All the divine Manifestations have proclaimed the oneness of God and the unity of mankind. They have taught that men should love and mutually help each other in order that they might progress. Now if this conception of religion be true, its essential principle is the oneness of humanity. The fundamental truth of the Manifestations is peace. This underlies all religion, all justice. The divine purpose is that men should live in unity, concord and agreement and should love one another. Consider the virtues of the human world and realize that the oneness of humanity is the primary foundation of them all. Read the Gospel and the other Holy Books. You will find their fundamentals are one and the same. Therefore, unity is the essential truth of religion and, when so understood, embraces all the virtues of the human world.

Navigating the Double Epoch

The new epoch of oneness obviously recognizes that by default, rather than by design, humanity now functions as one extended, integrated and interdependent global community. 

The problem is that we lack an effective form of global governance to manage that community. The absence of a coordinated worldwide response to the coronavirus pandemic, as just one example, has shattered the illusion that humanity can effectively manage its own affairs as things now stand. Cobbling together ad hoc solutions held together with the diplomatic equivalent of tape and bits of string clearly does not work, and has resulted in the illness and death of millions of our fellow human beings.

There is widespread support for change, even in the absence of a new model of governance to rally behind. A survey across 14 countries this summer by the Pew Research Center found that many believe greater global cooperation could have reduced the human toll from Covid-19. The same poll revealed strong support for taking the interests of other countries into account, even if this requires compromise. 

The current absence of coordinated and collective action at the international level means that localized and manageable problems can escalate, sometimes within months as with the coronavirus pandemic, and quickly become world-encompassing. Each subsequent crisis further burdens and erodes an already inadequate governance structure, making it even less capable of responding to the next problem before it becomes a crisis.

Putting aside this classic Catch-22 scenario, another approach is to apply the adage that it takes a crisis to effect change. Viewed through this lens, we should look for positive initiatives and inflection points within the responses to our current panoply of global crises. 

In this latter conceptual framework, change does not necessarily come from governments or existing international institutions. Instead, much of the real change is being led by the creative individual efforts of innovative thinkers and artists, diverse popular movements, innovative social and economic development programs, new forms of humanitarian aid, and leadership from the business community. 

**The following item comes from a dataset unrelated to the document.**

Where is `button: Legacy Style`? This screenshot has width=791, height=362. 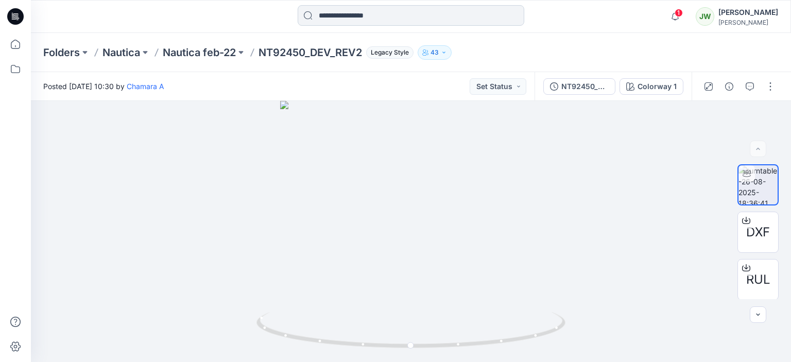 button: Legacy Style is located at coordinates (388, 53).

None of these initiatives has yet changed the fundamental way the international community conducts its affairs, but all seek, in one way or another, to define new international norms and solutions that transcend national boundaries while acknowledging a diversity of country and regional-level responses. They all depend on a broad and multi-sectoral engagement, which represents a truer reflection of who we are as a human family, in contrast to our increasingly divisive elected governments. 

Two of these crisis responses in particular, I believe, hold the key to a larger global reordering: the new US-led people’s movement to root out systemic racism; and the heightened urgency behind worldwide efforts to combat climate change. In the final two essays in this series, we’ll look at these two crucial issues and examine some of the solutions provided by the Baha’i Faith and the diverse global community it has successfully built.